All Americans Have Blood on Their Hands

By Robert Scheer

June 09, 2019 "Information Clearing House" -  Shortly after Truthdig columnist Danny Sjursen left the Army, where he spent 18 years on active duty and rose to the rank of major, he sat down with Editor in Chief Robert Scheer for an interview about life after the military and a discussion about the conclusions he drew throughout his military career. Sjursen, who attended West Point and did several tours in the Middle East, including Iraq and Afghanistan, opened up to Scheer about how leaving the institution where he spent most of his adult life has allowed him to finally be completely frank about his experiences, in his columns as well as in his recent book, “Ghost Riders of Baghdad: Soldiers, Civilians, and the Myth of the Surge.”

“I’d like to think that I was always bold on active duty,” Sjursen tells Scheer in the latest installment of “Scheer Intelligence,” “but the reality is that I was censoring myself. You know, there is a degree of fear and harassment, and it’s very passive-aggressive stuff. But the book was a labor of love [that] tears apart the notion of American exceptionalism that brought us to Iraq, to a folly.”

Now, as Sjursen pursues a Ph.D and a career as a writer while adapting to his new life and grappling with post-traumatic stress disorder, the former soldier is still profoundly troubled by his experiences at war, not only as he led soldiers to their deaths, but also as he watched U.S. forces devastate Iraq and Afghanistan. Although he went to Iraq thinking the trouble with the war was the way it was being fought, he left with a very different impression of the conflict.

“What I saw happen to the Iraqi people [haunted me more] than what happened to my soldiers,” Sjursen says. “Not only the bodies in the street, not only the civil war that was being waged, but I found that more than 90% of the very friendly Iraqis … Sunni and Shia, they all told me that life was better under Saddam. … That was a big turning point, when I started to say, ‘Wait a second. You know, forget about fighting the war poorly; we shouldn’t be fighting this war at all.’ ”

Recounting the many ways the U.S. created worse conditions for Iraqis after the death of Saddam, Sjursen explains that the nearly half a million Iraqis who have died since the early 2000s were not killed directly by American soldiers, but by the unleashing of a “Pandora’s box of sectarian civil war in what was once a secular society.” The war in Afghanistan, while fought under different pretenses, was no less brutal or foolish than the Iraq War, in Sjursen’s eyes.

The reality is, any chance of victory in Afghanistan was over the minute–and this only took weeks—the minute after we switched from a counterterrorism strategy, a surgical, law enforcement-type attack on the al-Qaida system—the minute we switched from that to nation-building, counterinsurgency and occupation, the war was already lost.”

But the blood on Sjursen’s hands, which he remains conscious of long after his last deployment, is on all Americans’ hands, as the Truthdig columnist points out. And with no end in sight to what have been dubbed our “forever wars,” it’s unlikely we’ll be able to wash our hands clean of these ongoing tragedies any time soon.

Listen to Sjursen and Scheer as they talk about everything from WikiLeaks to the accumulating failures of America’s leaders, at home and abroad. You can also read a transcript of the interview below the media player and find past episodes of “Scheer Intelligence” here.

—Introduction by Natasha Hakimi Zapata

 

Robert Scheer: Hi, this is Robert Scheer with another edition of “Scheer Intelligence,” where the intelligence comes from my guests. In this case, it’s someone–this is sort of the second part of an interview that began, oh, months ago, when Major Danny Sjursen was active duty in the Army. And he had spent 18 years of his life, ever since signing up at West Point–being admitted at West Point, a kid from Staten Island, a basically poor, working-class background. A lot of firemen and cops in his community and family. And affected by 9/11, the attack on the World Trade Center. But he went to West Point before 9/11. And people just thought, well, you know, god, they’re letting poor kids in there now, because the congressmen and the bankers, they don’t want their children to grow up to be lieutenants or even majors; he became a major eventually. So the military academy is actually more merit-based now than it might have once been. And so welcome, Major Sjursen. How are you?

Danny Sjursen: Oh, I’m great. Thanks for having me again, Bob.

RS: OK. And the reason I wanted to talk to you today is that, first of all, it’s two months now since you’ve been an active duty major. It’s something you’ve done, I’m sure, your whole life, adult life. And you were a lieutenant, you were in Iraq for a year and a half or so; you were in Afghanistan, and you were deployed other times. How many times were you deployed?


## [TASK DIRECTIONS]
Your reply should be a faithful copy of the records below, free of pictures.

## [RECORDS SUPPLIED]
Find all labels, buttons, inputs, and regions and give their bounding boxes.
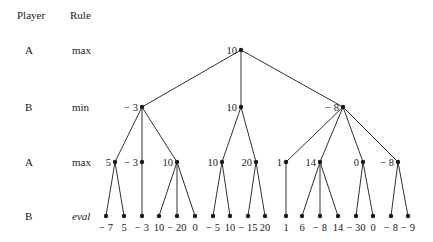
tree-edge (222, 162, 230, 216)
max-node-4-dot (254, 160, 258, 164)
max-node-7-dot (361, 160, 365, 164)
tree-edge (320, 107, 343, 162)
tree-edge (142, 50, 241, 107)
tree-edge (398, 162, 408, 216)
tree-edge (391, 162, 398, 216)
tree-edge (343, 107, 363, 162)
leaf-node-7-dot (228, 214, 232, 218)
tree-edge (363, 162, 373, 216)
leaf-node-5-dot (193, 214, 197, 218)
min-node-2-dot (341, 105, 345, 109)
max-node-8-value: − 8 (380, 157, 394, 168)
leaf-node-0-value: − 7 (99, 222, 113, 233)
tree-edge (241, 50, 343, 107)
max-node-4-value: 20 (242, 157, 253, 168)
max-node-2-value: 10 (163, 157, 174, 168)
leaf-node-15-dot (371, 214, 375, 218)
leaf-node-3-dot (157, 214, 161, 218)
max-node-0-dot (113, 160, 117, 164)
min-node-0-dot (140, 105, 144, 109)
min-node-2-value: − 8 (325, 102, 339, 113)
tree-edge (320, 162, 338, 216)
tree-nodes: 10− 310− 85− 31010201140− 8− 75− 310− 20… (99, 45, 415, 234)
leaf-node-14-dot (354, 214, 358, 218)
leaf-node-17-dot (406, 214, 410, 218)
tree-edge (241, 107, 256, 162)
tree-edge (159, 162, 177, 216)
max-node-7-value: 0 (354, 157, 359, 168)
leaf-node-0-dot (104, 214, 108, 218)
leaf-node-5-value: 0 (192, 222, 197, 233)
tree-edge (177, 162, 195, 216)
tree-edge (115, 107, 142, 162)
leaf-node-16-dot (389, 214, 393, 218)
tree-edges (106, 50, 408, 216)
root-node-dot (239, 48, 243, 52)
tree-edge (106, 162, 115, 216)
leaf-node-10-value: 1 (283, 222, 288, 233)
max-node-3-value: 10 (208, 157, 219, 168)
leaf-node-7-value: 10 (225, 222, 236, 233)
tree-edge (356, 162, 363, 216)
tree-edge (115, 162, 124, 216)
leaf-node-8-value: − 15 (238, 222, 257, 233)
leaf-node-9-value: 20 (260, 222, 271, 233)
game-tree: 10− 310− 85− 31010201140− 8− 75− 310− 20… (0, 0, 433, 242)
max-node-8-dot (396, 160, 400, 164)
leaf-node-15-value: 0 (370, 222, 375, 233)
tree-edge (256, 162, 265, 216)
root-node-value: 10 (227, 45, 238, 56)
leaf-node-10-dot (284, 214, 288, 218)
max-node-6-value: 14 (306, 157, 317, 168)
leaf-node-2-value: − 3 (135, 222, 149, 233)
max-node-1-value: − 3 (124, 157, 138, 168)
tree-edge (142, 107, 177, 162)
leaf-node-13-value: 14 (333, 222, 344, 233)
leaf-node-1-value: 5 (121, 222, 126, 233)
leaf-node-12-value: − 8 (313, 222, 327, 233)
max-node-5-dot (284, 160, 288, 164)
leaf-node-11-value: 6 (299, 222, 304, 233)
min-node-0-value: − 3 (124, 102, 138, 113)
min-node-1-dot (239, 105, 243, 109)
tree-edge (286, 107, 343, 162)
leaf-node-4-value: − 20 (167, 222, 186, 233)
leaf-node-2-dot (140, 214, 144, 218)
tree-edge (213, 162, 222, 216)
tree-edge (343, 107, 398, 162)
leaf-node-9-dot (263, 214, 267, 218)
tree-edge (302, 162, 320, 216)
leaf-node-4-dot (175, 214, 179, 218)
max-node-1-dot (140, 160, 144, 164)
tree-edge (248, 162, 256, 216)
leaf-node-8-dot (246, 214, 250, 218)
leaf-node-14-value: − 30 (346, 222, 365, 233)
max-node-6-dot (318, 160, 322, 164)
min-node-1-value: 10 (227, 102, 238, 113)
leaf-node-12-dot (318, 214, 322, 218)
leaf-node-17-value: − 9 (401, 222, 415, 233)
leaf-node-6-dot (211, 214, 215, 218)
leaf-node-3-value: 10 (154, 222, 165, 233)
max-node-3-dot (220, 160, 224, 164)
leaf-node-16-value: − 8 (384, 222, 398, 233)
max-node-0-value: 5 (106, 157, 111, 168)
max-node-2-dot (175, 160, 179, 164)
leaf-node-1-dot (122, 214, 126, 218)
leaf-node-6-value: − 5 (206, 222, 220, 233)
tree-edge (222, 107, 241, 162)
leaf-node-13-dot (336, 214, 340, 218)
max-node-5-value: 1 (277, 157, 282, 168)
leaf-node-11-dot (300, 214, 304, 218)
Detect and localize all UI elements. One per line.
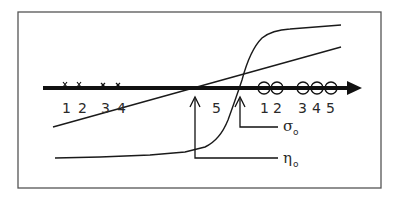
left-label-1: 1 [62, 100, 71, 116]
sigma-pointer [235, 97, 278, 127]
left-label-2: 2 [78, 100, 87, 116]
right-label-3: 3 [298, 100, 307, 116]
eta-label: η [283, 149, 292, 167]
left-label-4: 4 [117, 100, 126, 116]
right-group-markers [258, 82, 337, 94]
right-label-4: 4 [312, 100, 321, 116]
right-label-1: 1 [260, 100, 269, 116]
eta-subscript: o [293, 159, 299, 169]
middle-label-5: 5 [212, 100, 221, 116]
right-label-5: 5 [326, 100, 335, 116]
sigma-subscript: o [293, 127, 299, 137]
sigma-label: σ [283, 117, 293, 135]
left-label-3: 3 [101, 100, 110, 116]
axis-arrowhead-icon [347, 81, 362, 95]
right-label-2: 2 [273, 100, 282, 116]
diagram-canvas: 1 2 3 4 5 1 2 3 4 5 η o σ o [0, 0, 395, 200]
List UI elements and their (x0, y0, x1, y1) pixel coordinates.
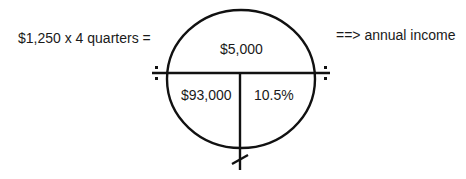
circle-top-value: $5,000 (220, 41, 263, 57)
circle-bottom-right-value: 10.5% (254, 87, 294, 103)
right-note: ==> annual income (336, 27, 455, 43)
circle-bottom-left-value: $93,000 (181, 87, 232, 103)
left-equation: $1,250 x 4 quarters = (18, 30, 151, 46)
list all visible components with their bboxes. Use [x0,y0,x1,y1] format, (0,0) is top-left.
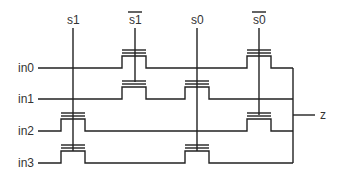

## [SOLUTION]
Find all labels, buttons, inputs, and regions and give their bounding boxes.
tree-edge (222, 162, 230, 216)
max-node-4-dot (254, 160, 258, 164)
max-node-7-dot (361, 160, 365, 164)
tree-edge (320, 107, 343, 162)
tree-edge (142, 50, 241, 107)
tree-edge (398, 162, 408, 216)
tree-edge (391, 162, 398, 216)
tree-edge (343, 107, 363, 162)
leaf-node-7-dot (228, 214, 232, 218)
tree-edge (363, 162, 373, 216)
leaf-node-5-dot (193, 214, 197, 218)
min-node-2-dot (341, 105, 345, 109)
max-node-8-value: − 8 (380, 157, 394, 168)
leaf-node-0-value: − 7 (99, 222, 113, 233)
tree-edge (241, 50, 343, 107)
max-node-4-value: 20 (242, 157, 253, 168)
max-node-2-value: 10 (163, 157, 174, 168)
leaf-node-15-dot (371, 214, 375, 218)
leaf-node-3-dot (157, 214, 161, 218)
max-node-0-dot (113, 160, 117, 164)
min-node-0-dot (140, 105, 144, 109)
min-node-2-value: − 8 (325, 102, 339, 113)
tree-edge (320, 162, 338, 216)
tree-nodes: 10− 310− 85− 31010201140− 8− 75− 310− 20… (99, 45, 415, 234)
leaf-node-14-dot (354, 214, 358, 218)
leaf-node-17-dot (406, 214, 410, 218)
tree-edge (241, 107, 256, 162)
tree-edge (159, 162, 177, 216)
max-node-7-value: 0 (354, 157, 359, 168)
leaf-node-0-dot (104, 214, 108, 218)
leaf-node-5-value: 0 (192, 222, 197, 233)
tree-edge (177, 162, 195, 216)
tree-edge (115, 107, 142, 162)
leaf-node-16-dot (389, 214, 393, 218)
tree-edges (106, 50, 408, 216)
root-node-dot (239, 48, 243, 52)
tree-edge (106, 162, 115, 216)
leaf-node-10-value: 1 (283, 222, 288, 233)
max-node-3-value: 10 (208, 157, 219, 168)
leaf-node-7-value: 10 (225, 222, 236, 233)
tree-edge (356, 162, 363, 216)
tree-edge (115, 162, 124, 216)
leaf-node-8-value: − 15 (238, 222, 257, 233)
leaf-node-9-value: 20 (260, 222, 271, 233)
game-tree: 10− 310− 85− 31010201140− 8− 75− 310− 20… (0, 0, 433, 242)
max-node-8-dot (396, 160, 400, 164)
leaf-node-15-value: 0 (370, 222, 375, 233)
tree-edge (256, 162, 265, 216)
root-node-value: 10 (227, 45, 238, 56)
leaf-node-10-dot (284, 214, 288, 218)
max-node-6-value: 14 (306, 157, 317, 168)
leaf-node-2-value: − 3 (135, 222, 149, 233)
max-node-1-value: − 3 (124, 157, 138, 168)
tree-edge (142, 107, 177, 162)
leaf-node-13-value: 14 (333, 222, 344, 233)
leaf-node-1-value: 5 (121, 222, 126, 233)
leaf-node-12-value: − 8 (313, 222, 327, 233)
max-node-5-dot (284, 160, 288, 164)
leaf-node-11-value: 6 (299, 222, 304, 233)
min-node-0-value: − 3 (124, 102, 138, 113)
min-node-1-dot (239, 105, 243, 109)
tree-edge (286, 107, 343, 162)
leaf-node-4-value: − 20 (167, 222, 186, 233)
leaf-node-2-dot (140, 214, 144, 218)
tree-edge (213, 162, 222, 216)
tree-edge (343, 107, 398, 162)
leaf-node-9-dot (263, 214, 267, 218)
tree-edge (302, 162, 320, 216)
leaf-node-4-dot (175, 214, 179, 218)
max-node-1-dot (140, 160, 144, 164)
tree-edge (248, 162, 256, 216)
leaf-node-8-dot (246, 214, 250, 218)
leaf-node-14-value: − 30 (346, 222, 365, 233)
max-node-6-dot (318, 160, 322, 164)
min-node-1-value: 10 (227, 102, 238, 113)
leaf-node-12-dot (318, 214, 322, 218)
leaf-node-17-value: − 9 (401, 222, 415, 233)
leaf-node-6-dot (211, 214, 215, 218)
leaf-node-3-value: 10 (154, 222, 165, 233)
max-node-3-dot (220, 160, 224, 164)
leaf-node-16-value: − 8 (384, 222, 398, 233)
max-node-0-value: 5 (106, 157, 111, 168)
max-node-2-dot (175, 160, 179, 164)
leaf-node-1-dot (122, 214, 126, 218)
leaf-node-6-value: − 5 (206, 222, 220, 233)
tree-edge (222, 107, 241, 162)
leaf-node-13-dot (336, 214, 340, 218)
max-node-5-value: 1 (277, 157, 282, 168)
leaf-node-11-dot (300, 214, 304, 218)
Detect and localize all UI elements. One per line.
left-label-1: 1 [62, 100, 71, 116]
sigma-pointer [235, 97, 278, 127]
left-label-2: 2 [78, 100, 87, 116]
right-label-3: 3 [298, 100, 307, 116]
eta-label: η [283, 149, 292, 167]
left-label-4: 4 [117, 100, 126, 116]
right-group-markers [258, 82, 337, 94]
right-label-4: 4 [312, 100, 321, 116]
right-label-1: 1 [260, 100, 269, 116]
eta-subscript: o [293, 159, 299, 169]
middle-label-5: 5 [212, 100, 221, 116]
right-label-5: 5 [326, 100, 335, 116]
sigma-subscript: o [293, 127, 299, 137]
sigma-label: σ [283, 117, 293, 135]
left-label-3: 3 [101, 100, 110, 116]
axis-arrowhead-icon [347, 81, 362, 95]
right-label-2: 2 [273, 100, 282, 116]
diagram-canvas: 1 2 3 4 5 1 2 3 4 5 η o σ o [0, 0, 395, 200]
List UI elements and their (x0, y0, x1, y1) pixel coordinates.
circle-top-value: $5,000 (220, 41, 263, 57)
circle-bottom-right-value: 10.5% (254, 87, 294, 103)
right-note: ==> annual income (336, 27, 455, 43)
circle-bottom-left-value: $93,000 (181, 87, 232, 103)
left-equation: $1,250 x 4 quarters = (18, 30, 151, 46)
list all visible components with their bboxes. Use [x0,y0,x1,y1] format, (0,0) is top-left.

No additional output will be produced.